Before we launch into today's episode of the Daily Reckoning, a correction from yesterday. In our table of the seven largest Japanese stocks, we incorrectly labelled the share price (in Yen) as market capitalisation. Apologies. It doesn't change the point, though. The point was that in a price-weighted index, a small handful of shares can account for the performance of the index.

If there were another point to be derived, it's that it's pretty easy to make an index go up by making a few of the highest priced stocks go up. The rising index creates the impression that stocks are healthy because the economy is healthy. In other words, you can convince the public that the economy is better than it really is by gaming the stock market.

Are the authorities gaming the stock market? Of course they are. Federal Reserve chief Ben Bernanke is on record saying that rising stock prices create a 'wealth effect' that, in some Rube Goldbergian way, leads to real recovery in the real economy. That's an elaborate justification for blowing assets bubbles to profit your banker friends.

In Japan, the relationship between Fast Retailing Co and the Nikkei 225 tells the story of how Abenomics works. The Wall Street Journal reports:

'Neither the rise nor fall [in the Nikkei 225 on Monday and Tuesday] had much to do with the business performance of the maker of T-shirts and thermal underwear. The key was Fast Retailing's 9.4% weighting on the Nikkei average-the highest of all 225 stocks in the index and more than the combined weighting of Japan's four biggest companies by market capitalization.

'Prime Minister Shinzo Abe's pledges to reflate a deflationary economy and boost government spending, coupled with a nearly 25% rise in the dollar's strength against the yen, opened Japan's markets to a flood of money. From November until May, institutional investors, hedge funds and retail investors flocked to find bargains in Tokyo's long-ignored equities markets, and the sudden increase in trading volume made stocks rise and fall more rapidly.

'Even amid one of the Nikkei's most explosive rallies ever, the moves in Fast Retailing-one of Japan's best performing companies-stand out.'

If you're speculating - and who isn't these days - it's not a bad idea. Find the region where the next currency debasement will take place. Take the major blue chip index in that region and find the company with the largest weighting in a price-weighted index. Buy that company, or call options on it. Ride QE and currency depreciation to mindless, comfortable profits!

If only it were that easy! Fast Retailing is down 33% from its highs last month. Still, it's done well enough in the last six months to make Tadashi Yanai, its president, the richest man in Japan.
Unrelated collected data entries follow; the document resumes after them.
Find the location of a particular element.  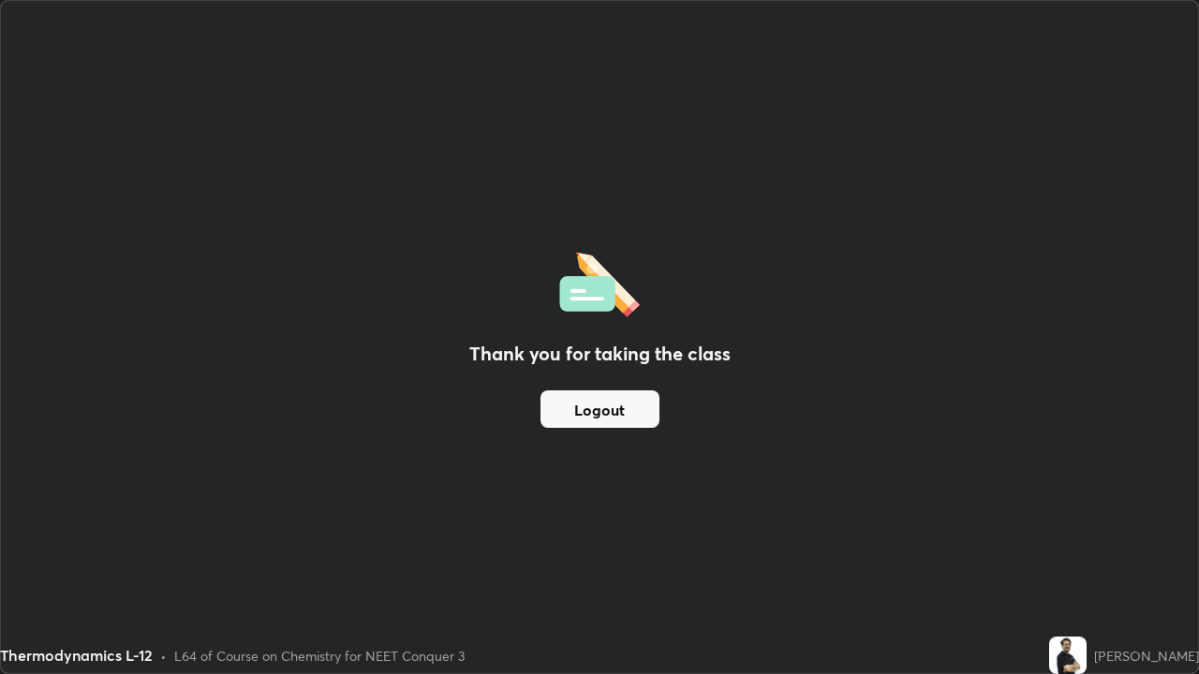

img: offlineFeedback.1438e8b3.svg is located at coordinates (599, 282).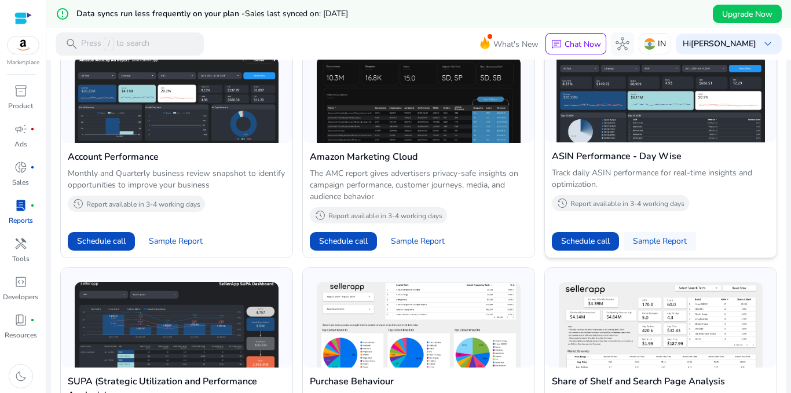 This screenshot has height=393, width=791. I want to click on span: Upgrade Now, so click(747, 14).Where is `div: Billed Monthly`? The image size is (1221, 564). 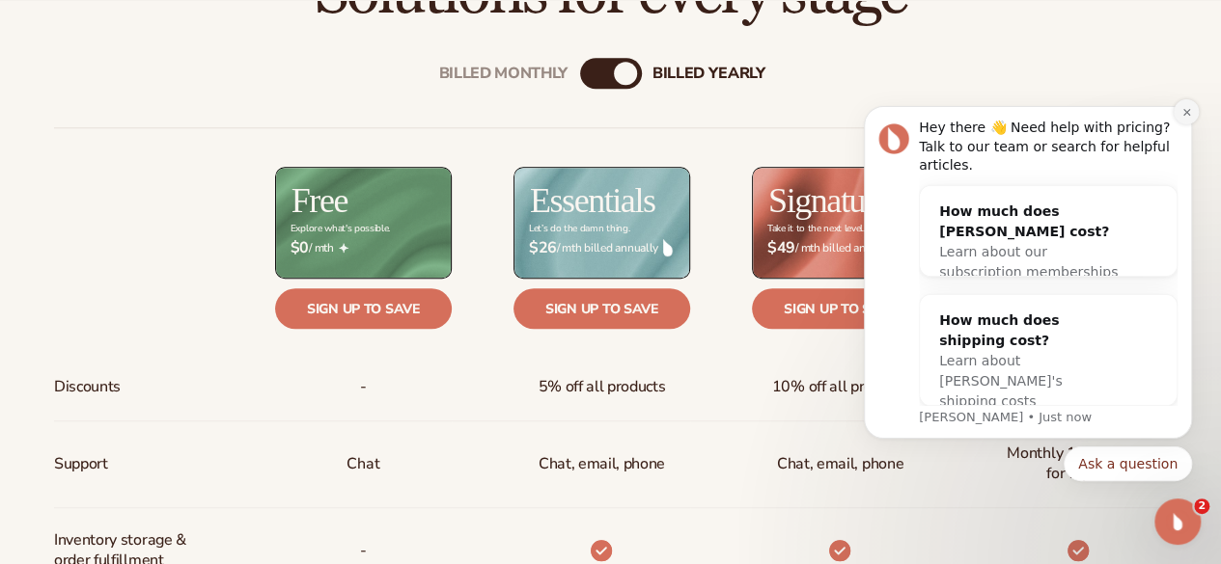 div: Billed Monthly is located at coordinates (504, 72).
Yanai has a net worth of US$15.5 billion dollars according to Forbes. That makes him the 66th richest man in the world, all from selling fancy jumpers and owning shares in the company that's benefitted more from Japanese currency debasement than any other.

Not all of us can be the CEO of a Japanese clothes retailer, though. We must search high and low for other ideas on how to build and keep wealth. Incidentally, Australian Small Cap Investigator editor Kris Sayce reckons the Yen dive driving Fat Retailing's shares could power some Australian shares ahead too. If you missed his report, you can read it here.